As if electrocuted by a hidden truth, his posture became rigid, and he stared into her eyes. “Is this why you still refuse to go to college?” he asked.
Why was it impossible to focus on the pregnancy? Izzy wondered. Was it so hard to accept the fact that she had gotten pregnant because they had spent a fair amount of her senior year having sex and that now the obvious problems of this pregnancy needed to be addressed, one way or the other? Did they need to bring other elements into this already combustible situation, just to see how they might interact?
“It has nothing to do with that,” she replied, removing her hands from his face, remembering that they were in public. “I never wanted to go to college, I’ve told you a million times. You thought I should go to college, but I never considered it. The baby is just our own singular bad luck.”
“Okay, okay, fine,” he said, waving her off. “Okay, let’s just think.” He paused. He reached into the backpack at his feet and produced a greeting card envelope. “I got you a graduation card,” he said, holding it out for her.
She slapped it out of his hand. “The baby, Hal. Jesus. Can we talk about the baby?”
“Is it a boy or a girl?” he asked, his face so open and sad.
Once again, she felt dizzy. It was so strange, how tenderness and mania could exist in one imperfect body.
“I have no idea,” she said. “I think it’s too early for anything like that.”
“What do we do, then?” he asked, and Izzy was relieved to see that he was finally addressing the issue, the elephant in the womb.
“I know what I want to do,” she said, “but what do we want to do?” She wanted, the minute the first test came back positive, to find some way to keep the baby, to raise the baby, to transform her unbelievably dim life into something beautiful because of this baby. But to say that out loud, to say it to Mr. Jackson, to Hal, seemed beyond her. She could not remember the last time she had asked for something and been anything other than disappointed. This time, she would keep her intentions hidden and see if they were granted as if by magic.
“That’s unfair,” he said. “Why can’t we just talk about what we want to do, honestly?”
“We can. I just want you to go first.”
Mr. Jackson looked down at the card again, lying in the grass at their feet. It was as if the answer was written on the inside of that card. “There’s fifty dollars in there for you,” he said.
“C’mon now.”
“I’m just saying we need to remember to get it before we leave,” he said. He stared out at the empty park, a pathetic excuse for a park, just a few benches, lots of trees, and a walking trail that had not been kept in walking order. They had met here dozens of times over the past year, one time, though not the time that created this baby, having sex on this very bench in the middle of the night. The recklessness of their actions, Izzy now considered; how had they not expected some kind of reckoning?
“All things considered,” Mr. Jackson finally said, drawing out each word, searching her face for emotion or guidance, “we should probably think really hard about . . .” He paused and took a deep breath. “We should probably think about not . . .” He again looked for any sign from her, but she was good at this, was as skilled as a robot at hiding her emotions. “Well, we should probably just go ahead . . . and just have this fucking baby, I guess.”
It was the least romantic, least touching way that the sentiment could have been delivered, but Izzy, at this point, was willing to accept it in any form. She did not need a heartfelt and life-affirming speech about their destiny together. She needed this baby, for reasons she was still hoping to understand. She needed this baby, and he had given it to her, again.
She kissed him, pressed her body as close to him as physics would allow, holding on to that kiss as if to keep any possible reconsiderations at bay. She let that kiss linger, forgetting, or really just ignoring, the fact that they were in public and they were a secret couple. Or perhaps that didn’t matter anymore, the secrecy. Pretty soon, she would be showing and he would be holding her hand in public and things would simply take care of themselves. She felt, in that quick moment, her entire life bend and shift by such a number of degrees that she felt nauseous from the new possibilities. She was, fuck it, as happy as she might ever be.
“What do we do now?” he asked.
“Let’s go see a movie,” she said, bending down to pick up the graduation card. She ripped it open and, without reading the card, produced the two twenties and single ten. “I’ll pay for it,” she offered, still smiling.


What to produce: A line qualifies if it holds the string "permittivity". Copy every qualifying line from the records.

....

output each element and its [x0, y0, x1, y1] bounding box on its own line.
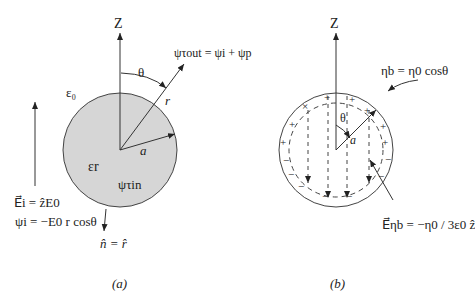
svg-text:−: − [346, 190, 352, 202]
figure-b: ++× +++ ++ −−− −−−− [279, 33, 418, 207]
normal-arrow [104, 209, 106, 231]
theta-label-a: θ [138, 66, 144, 79]
svg-text:−: − [385, 153, 391, 165]
inner-permittivity: εr [88, 160, 99, 174]
r-vector-label: r⃗ [165, 94, 180, 107]
svg-text:−: − [283, 154, 289, 166]
psi-in-label: ψτin [118, 178, 141, 191]
svg-text:−: − [322, 190, 328, 202]
theta-label-b: θ [340, 112, 346, 124]
incident-field-label: E⃗i = ẑE0 [14, 196, 60, 209]
svg-text:−: − [288, 168, 294, 180]
surface-charge-label: ηb = η0 cosθ [381, 64, 448, 77]
svg-text:+: + [380, 120, 386, 132]
charge-pointer [388, 80, 418, 91]
normal-label: n̂ = r̂ [100, 237, 127, 250]
z-axis-label-b: Z [330, 17, 339, 31]
svg-text:+: + [349, 93, 355, 105]
z-axis-label-a: Z [114, 17, 123, 31]
field-label-b: E⃗ηb = −η0 / 3ε0 ẑ [382, 218, 475, 231]
caption-a: (a) [112, 277, 127, 290]
svg-text:−: − [298, 180, 304, 192]
svg-text:+: + [289, 118, 295, 130]
caption-b: (b) [330, 277, 345, 290]
svg-text:×: × [302, 100, 308, 112]
svg-text:+: + [280, 136, 286, 148]
svg-text:+: + [364, 104, 370, 116]
svg-text:+: + [382, 136, 388, 148]
outer-permittivity: ε₀ [66, 86, 76, 99]
radius-label-b: a [350, 134, 356, 146]
incident-potential-label: ψi = −E0 r cosθ [15, 215, 97, 228]
psi-out-label: ψτout = ψi + ψp [174, 47, 252, 59]
radius-label-a: a [140, 144, 147, 157]
svg-text:−: − [378, 170, 384, 182]
svg-text:+: + [324, 91, 330, 103]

....

Response for this exercise:
inner-permittivity: εr [88, 160, 99, 174]
outer-permittivity: ε₀ [66, 86, 76, 99]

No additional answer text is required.